'Before Billy the Kid' looks at outlaw before he was famous

A look at the famous New Mexico outlaw before he was known as ‘The Kid’

“Before Billy the Kid” by Melody Groves

Books about the outlaw Billy the Kid keep coming. The latest is “Before Billy the Kid: The Boy Behind the Legendary Outlaw.”

The author is Melody Groves, an award-winning Albuquerque writer of Western fiction and nonfiction.

In an author’s note, Groves writes about her growing curiosity about the youngster William Henry McCarty, branded Billy the Kid late in his short life. That curiosity led her to take a strong interest in what she called the human side of the legend. Billy’s personality, manner, looks, emotions and interests are referenced in this compact biography. Billy is described as “soft-spoken” and as “a likable, easygoing teenager.” There’s a brief description of Billy’s physiognomy at age 16: “Wavy brown hair topped an oval face betraying the down of incipient mustache and beard. Expressive blue eyes caught everyone’s notice. So did slightly protruding front teeth.”

Groves writes that he was a gentleman around women, that Hispanic men, generally, liked him, while many Anglo men thought he was out to steal their cattle.

Melody Groves

In the chapter “The Making of the Kid” there’s a series of unattributed descriptions about Billy’s nature: He “combined good humor with a flaming, hair-trigger temper. When provoked he could explode into deadly rage that carried no warning. However, he was sunny by nature, open and generous. He laughed frequently … He boasted a quick mind and superior intelligence, and he could read and write.”

In the chapter “Catching the ‘Fever,’ ” Groves writes about Billy’s musicality. When his family briefly lived in Santa Fe in the mid-1870s, he played piano in the lobby of Santa Fe’s Exchange Hotel (also known as La Fonda) and he was a busker, taking his “beautiful tenor voice” to the streets to make extra money.

Groves writes that newspaper articles and friends noted Billy’s interest in “song, dance, harmonica playing and acting.”

The family left Santa Fe for a mining camp near Silver City and then moved to the boom town that was Silver City. There Billy continued to demonstrate his artistic talents, Groves writes, acting in school plays, singing in Spanish and dancing to Spanish folksongs.

“I think he’s a boy all the way through,” Groves said in a phone interview. “By the age of 14 he had to be a man when he took off from Silver City for Arizona to find his absent stepfather (William Antrim).”

Another reason Billy fled was a Silver City boarding house owner reported him to authorities for having clothes she suspected were stolen.

“Billy was an orphan kid and she wondered where he got the nice clothes,” Groves said.

The book relates Billy’s time along the New Mexico-Arizona border, where he was a nomadic cowboy, and became an excellent horseman while honing his Spanish language skills.

“In many ways, Billy the Kid is my outlaw and my hero,” she writes.

Groves says that sentiment comes in part from growing up in Las Cruces.

Her family home was in a pecan orchard about a mile from La Mesilla, where Billy had stood trial in early 1881 for the killing of Sheriff William Brady in Lincoln.

Groves remembers she and a neighbor kid walking through cotton fields and past an old adobe house to reach La Mesilla Plaza’s cobblestone streets. They headed for a souvenir shop that had originally been the town jail.

Groves said she imagined Billy pleading his case to a jury – that he hadn’t fired at Brady, but rather at Deputy Billy Mathews against whom he held a grudge. The jury found Billy the Kid guilty of killing Brady.

“There was something that attracted me to him. He fought injustice. He was accused of all sorts of things. … He wasn’t given opportunities he should have had. For example, he wanted to buy a ranch. He wasn’t taken seriously because he looked so young. He was not treated fairly,” Groves argued.

The author’s note also states, “He was a man of his time, a boy who did the best he could under trying circumstances, a boy forced into adulthood before he was ready,” In effect, a man-boy, as many other children in the West no doubt were.

Groves said she tried to clear up misconceptions about facts about Billy as a child. “There’s a lot of conjecture. That’s what I did, (put in) a lot of conjecture. But I did it logically, and from a woman’s point of view,” she said

Because his mother Catherine McCarty did not leave a family Bible, no proof exists of Billy’s birthdate and place of birth, Groves said.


● DESCRIPTION OF THE TASK:
Report only how many lines of the records contain the word "World".

● DATA TO PROCESS:
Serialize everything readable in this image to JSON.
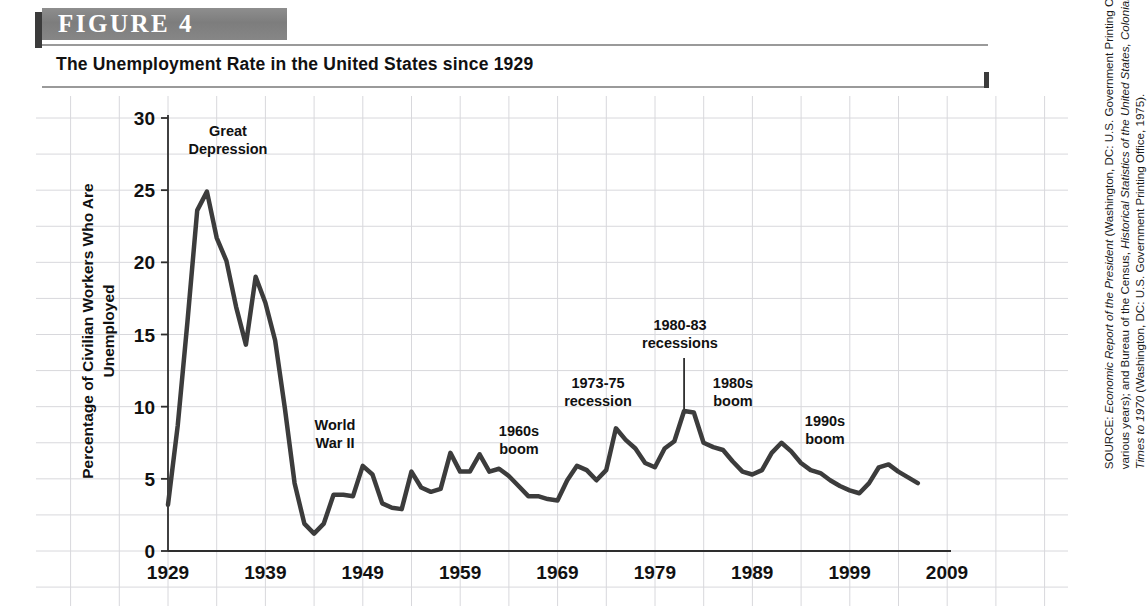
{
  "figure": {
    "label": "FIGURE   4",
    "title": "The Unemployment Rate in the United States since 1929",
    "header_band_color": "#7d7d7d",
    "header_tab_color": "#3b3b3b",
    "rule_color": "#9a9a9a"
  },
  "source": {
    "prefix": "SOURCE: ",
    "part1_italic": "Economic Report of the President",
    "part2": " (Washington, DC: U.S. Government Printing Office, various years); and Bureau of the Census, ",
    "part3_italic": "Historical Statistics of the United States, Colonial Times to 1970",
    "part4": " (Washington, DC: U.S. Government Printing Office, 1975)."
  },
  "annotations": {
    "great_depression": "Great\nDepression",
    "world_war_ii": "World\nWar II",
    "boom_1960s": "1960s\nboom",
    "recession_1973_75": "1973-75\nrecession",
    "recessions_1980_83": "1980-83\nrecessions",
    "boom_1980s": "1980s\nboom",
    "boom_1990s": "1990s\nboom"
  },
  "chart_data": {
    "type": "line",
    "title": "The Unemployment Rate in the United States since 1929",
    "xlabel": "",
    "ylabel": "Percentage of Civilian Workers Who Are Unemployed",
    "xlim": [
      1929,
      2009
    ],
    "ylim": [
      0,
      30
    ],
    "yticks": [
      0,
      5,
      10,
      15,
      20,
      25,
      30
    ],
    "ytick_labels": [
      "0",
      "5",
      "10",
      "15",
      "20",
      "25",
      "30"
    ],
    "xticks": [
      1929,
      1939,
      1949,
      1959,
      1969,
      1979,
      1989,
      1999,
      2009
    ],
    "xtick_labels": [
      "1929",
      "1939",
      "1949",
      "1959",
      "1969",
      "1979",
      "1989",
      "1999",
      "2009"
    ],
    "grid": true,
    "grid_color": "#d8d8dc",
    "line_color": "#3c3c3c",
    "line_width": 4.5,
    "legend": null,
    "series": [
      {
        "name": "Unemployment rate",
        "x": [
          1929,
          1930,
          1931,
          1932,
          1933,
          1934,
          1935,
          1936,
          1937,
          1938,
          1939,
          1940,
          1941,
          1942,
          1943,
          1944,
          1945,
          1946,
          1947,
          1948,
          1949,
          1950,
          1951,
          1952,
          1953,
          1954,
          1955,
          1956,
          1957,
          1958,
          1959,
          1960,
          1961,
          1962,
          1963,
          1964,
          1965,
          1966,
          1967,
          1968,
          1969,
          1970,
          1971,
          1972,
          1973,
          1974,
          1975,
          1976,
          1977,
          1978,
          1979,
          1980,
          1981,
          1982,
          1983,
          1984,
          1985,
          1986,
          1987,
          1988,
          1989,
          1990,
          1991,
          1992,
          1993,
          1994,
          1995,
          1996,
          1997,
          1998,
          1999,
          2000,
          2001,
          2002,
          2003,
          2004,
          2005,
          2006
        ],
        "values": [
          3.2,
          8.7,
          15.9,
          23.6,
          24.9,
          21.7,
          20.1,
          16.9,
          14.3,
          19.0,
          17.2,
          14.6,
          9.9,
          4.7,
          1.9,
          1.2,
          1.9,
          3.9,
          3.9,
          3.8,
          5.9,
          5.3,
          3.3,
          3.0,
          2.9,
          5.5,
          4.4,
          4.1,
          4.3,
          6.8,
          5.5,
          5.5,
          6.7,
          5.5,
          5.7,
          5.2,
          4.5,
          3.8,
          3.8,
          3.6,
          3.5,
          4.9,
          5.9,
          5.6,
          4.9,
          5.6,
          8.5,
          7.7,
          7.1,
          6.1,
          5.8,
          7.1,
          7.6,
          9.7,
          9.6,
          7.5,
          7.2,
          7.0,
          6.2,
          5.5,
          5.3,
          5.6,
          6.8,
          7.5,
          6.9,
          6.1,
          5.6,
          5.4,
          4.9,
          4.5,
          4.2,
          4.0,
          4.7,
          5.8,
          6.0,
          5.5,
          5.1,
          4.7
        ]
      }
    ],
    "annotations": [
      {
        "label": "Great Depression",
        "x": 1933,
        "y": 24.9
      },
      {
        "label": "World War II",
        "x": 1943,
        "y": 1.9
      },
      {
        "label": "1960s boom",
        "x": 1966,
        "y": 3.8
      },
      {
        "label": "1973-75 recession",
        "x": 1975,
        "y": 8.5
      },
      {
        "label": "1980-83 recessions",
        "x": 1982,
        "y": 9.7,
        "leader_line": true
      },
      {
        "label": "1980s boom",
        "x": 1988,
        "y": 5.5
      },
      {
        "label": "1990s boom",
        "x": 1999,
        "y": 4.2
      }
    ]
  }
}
---
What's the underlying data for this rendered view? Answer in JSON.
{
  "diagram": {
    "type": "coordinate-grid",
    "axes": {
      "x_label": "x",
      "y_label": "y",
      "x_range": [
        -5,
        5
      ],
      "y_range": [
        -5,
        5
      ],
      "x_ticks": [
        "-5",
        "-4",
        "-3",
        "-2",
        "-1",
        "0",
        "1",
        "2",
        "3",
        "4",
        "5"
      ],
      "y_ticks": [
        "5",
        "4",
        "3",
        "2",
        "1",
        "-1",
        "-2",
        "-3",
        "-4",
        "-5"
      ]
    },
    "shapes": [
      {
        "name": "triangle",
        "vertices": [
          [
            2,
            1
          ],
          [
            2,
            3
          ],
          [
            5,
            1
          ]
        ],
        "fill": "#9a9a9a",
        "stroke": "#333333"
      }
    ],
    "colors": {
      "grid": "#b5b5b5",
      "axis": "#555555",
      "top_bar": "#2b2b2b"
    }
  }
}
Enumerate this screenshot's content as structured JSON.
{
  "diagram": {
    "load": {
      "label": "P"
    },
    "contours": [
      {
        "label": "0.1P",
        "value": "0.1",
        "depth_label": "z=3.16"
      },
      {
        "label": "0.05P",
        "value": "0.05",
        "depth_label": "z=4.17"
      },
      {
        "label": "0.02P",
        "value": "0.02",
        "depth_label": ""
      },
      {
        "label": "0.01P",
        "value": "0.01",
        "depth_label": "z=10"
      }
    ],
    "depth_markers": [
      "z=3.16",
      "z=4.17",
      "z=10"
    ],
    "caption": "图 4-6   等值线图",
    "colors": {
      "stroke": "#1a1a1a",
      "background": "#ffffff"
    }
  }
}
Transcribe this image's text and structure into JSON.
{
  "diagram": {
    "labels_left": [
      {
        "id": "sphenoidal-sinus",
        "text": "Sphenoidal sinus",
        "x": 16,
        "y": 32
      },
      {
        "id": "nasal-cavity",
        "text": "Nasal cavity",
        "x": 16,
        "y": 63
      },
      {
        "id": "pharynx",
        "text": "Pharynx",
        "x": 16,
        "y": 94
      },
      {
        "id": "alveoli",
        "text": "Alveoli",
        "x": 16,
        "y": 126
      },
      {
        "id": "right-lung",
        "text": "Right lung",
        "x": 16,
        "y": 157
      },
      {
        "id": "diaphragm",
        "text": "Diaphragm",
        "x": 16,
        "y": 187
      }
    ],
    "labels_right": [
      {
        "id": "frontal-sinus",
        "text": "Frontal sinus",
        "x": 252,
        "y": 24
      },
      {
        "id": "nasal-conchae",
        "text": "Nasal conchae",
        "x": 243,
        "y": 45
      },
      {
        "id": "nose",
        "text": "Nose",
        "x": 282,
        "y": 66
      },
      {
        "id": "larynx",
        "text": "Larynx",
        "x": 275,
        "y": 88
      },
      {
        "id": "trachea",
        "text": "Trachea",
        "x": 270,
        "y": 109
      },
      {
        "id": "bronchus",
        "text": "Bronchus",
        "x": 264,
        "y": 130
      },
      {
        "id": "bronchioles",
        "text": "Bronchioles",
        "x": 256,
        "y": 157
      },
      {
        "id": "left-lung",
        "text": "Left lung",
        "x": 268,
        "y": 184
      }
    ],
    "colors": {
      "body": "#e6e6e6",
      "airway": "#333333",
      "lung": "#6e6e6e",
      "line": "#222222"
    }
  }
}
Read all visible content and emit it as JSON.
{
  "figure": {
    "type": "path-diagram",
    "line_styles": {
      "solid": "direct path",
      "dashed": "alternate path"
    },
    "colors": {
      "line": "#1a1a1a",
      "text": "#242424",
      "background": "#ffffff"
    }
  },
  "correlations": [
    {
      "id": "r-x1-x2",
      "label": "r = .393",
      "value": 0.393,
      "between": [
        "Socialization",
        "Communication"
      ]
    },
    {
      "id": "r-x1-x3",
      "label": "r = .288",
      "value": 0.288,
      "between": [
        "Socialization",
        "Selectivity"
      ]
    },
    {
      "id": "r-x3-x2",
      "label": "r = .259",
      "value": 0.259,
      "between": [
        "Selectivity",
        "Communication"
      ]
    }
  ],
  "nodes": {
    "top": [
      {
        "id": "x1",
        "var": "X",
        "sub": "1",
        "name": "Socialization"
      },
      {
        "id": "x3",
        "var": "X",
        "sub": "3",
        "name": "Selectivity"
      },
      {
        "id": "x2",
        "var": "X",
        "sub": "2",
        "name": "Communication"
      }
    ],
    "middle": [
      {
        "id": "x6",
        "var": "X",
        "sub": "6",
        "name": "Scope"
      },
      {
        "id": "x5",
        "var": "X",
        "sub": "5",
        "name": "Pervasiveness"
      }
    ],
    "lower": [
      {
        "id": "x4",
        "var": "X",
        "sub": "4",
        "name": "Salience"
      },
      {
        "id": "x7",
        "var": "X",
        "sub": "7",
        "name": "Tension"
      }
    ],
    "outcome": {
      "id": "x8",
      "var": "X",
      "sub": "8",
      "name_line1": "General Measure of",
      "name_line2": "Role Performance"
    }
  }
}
--
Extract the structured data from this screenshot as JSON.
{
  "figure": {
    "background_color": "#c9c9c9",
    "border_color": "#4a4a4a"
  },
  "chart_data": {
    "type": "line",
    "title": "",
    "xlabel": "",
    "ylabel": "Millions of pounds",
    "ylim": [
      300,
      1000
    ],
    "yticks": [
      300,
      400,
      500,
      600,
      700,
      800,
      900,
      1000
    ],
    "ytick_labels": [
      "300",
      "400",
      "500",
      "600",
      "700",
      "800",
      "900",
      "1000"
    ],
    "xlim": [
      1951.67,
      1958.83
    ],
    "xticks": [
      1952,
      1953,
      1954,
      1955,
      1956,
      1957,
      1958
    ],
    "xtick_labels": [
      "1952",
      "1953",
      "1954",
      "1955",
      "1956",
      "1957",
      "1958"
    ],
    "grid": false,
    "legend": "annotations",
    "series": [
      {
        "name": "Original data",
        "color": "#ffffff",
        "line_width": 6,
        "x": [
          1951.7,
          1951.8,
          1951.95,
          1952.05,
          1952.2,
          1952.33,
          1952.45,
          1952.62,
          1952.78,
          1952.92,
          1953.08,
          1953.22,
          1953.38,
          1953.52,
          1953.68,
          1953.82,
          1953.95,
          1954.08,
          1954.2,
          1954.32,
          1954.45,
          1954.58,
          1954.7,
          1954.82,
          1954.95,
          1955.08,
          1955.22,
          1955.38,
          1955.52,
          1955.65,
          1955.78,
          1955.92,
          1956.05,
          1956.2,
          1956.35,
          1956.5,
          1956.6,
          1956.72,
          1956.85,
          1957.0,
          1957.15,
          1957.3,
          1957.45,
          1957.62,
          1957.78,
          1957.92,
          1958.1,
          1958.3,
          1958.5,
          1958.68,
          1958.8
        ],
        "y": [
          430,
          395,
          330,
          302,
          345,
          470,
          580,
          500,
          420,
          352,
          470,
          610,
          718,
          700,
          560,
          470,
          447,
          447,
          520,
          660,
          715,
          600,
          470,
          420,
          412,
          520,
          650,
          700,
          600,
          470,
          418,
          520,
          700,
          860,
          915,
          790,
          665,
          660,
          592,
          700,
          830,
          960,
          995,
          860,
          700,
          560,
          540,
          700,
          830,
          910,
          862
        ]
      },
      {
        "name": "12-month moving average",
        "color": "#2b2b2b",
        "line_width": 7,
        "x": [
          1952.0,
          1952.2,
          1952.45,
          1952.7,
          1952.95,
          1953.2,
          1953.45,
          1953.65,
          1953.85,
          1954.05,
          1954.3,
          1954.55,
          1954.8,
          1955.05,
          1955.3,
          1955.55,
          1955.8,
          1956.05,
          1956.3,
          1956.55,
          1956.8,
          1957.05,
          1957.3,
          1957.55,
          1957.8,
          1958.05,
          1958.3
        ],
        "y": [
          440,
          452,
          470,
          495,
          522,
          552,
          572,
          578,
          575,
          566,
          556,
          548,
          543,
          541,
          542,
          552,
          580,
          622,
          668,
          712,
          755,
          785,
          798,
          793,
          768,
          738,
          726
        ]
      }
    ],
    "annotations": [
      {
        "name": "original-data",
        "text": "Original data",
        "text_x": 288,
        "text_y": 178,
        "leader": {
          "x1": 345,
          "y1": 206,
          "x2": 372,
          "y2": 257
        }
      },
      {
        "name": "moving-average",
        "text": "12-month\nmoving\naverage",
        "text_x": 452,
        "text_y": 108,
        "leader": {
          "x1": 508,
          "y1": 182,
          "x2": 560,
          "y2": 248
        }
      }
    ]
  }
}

● RESPONSE AREA:
2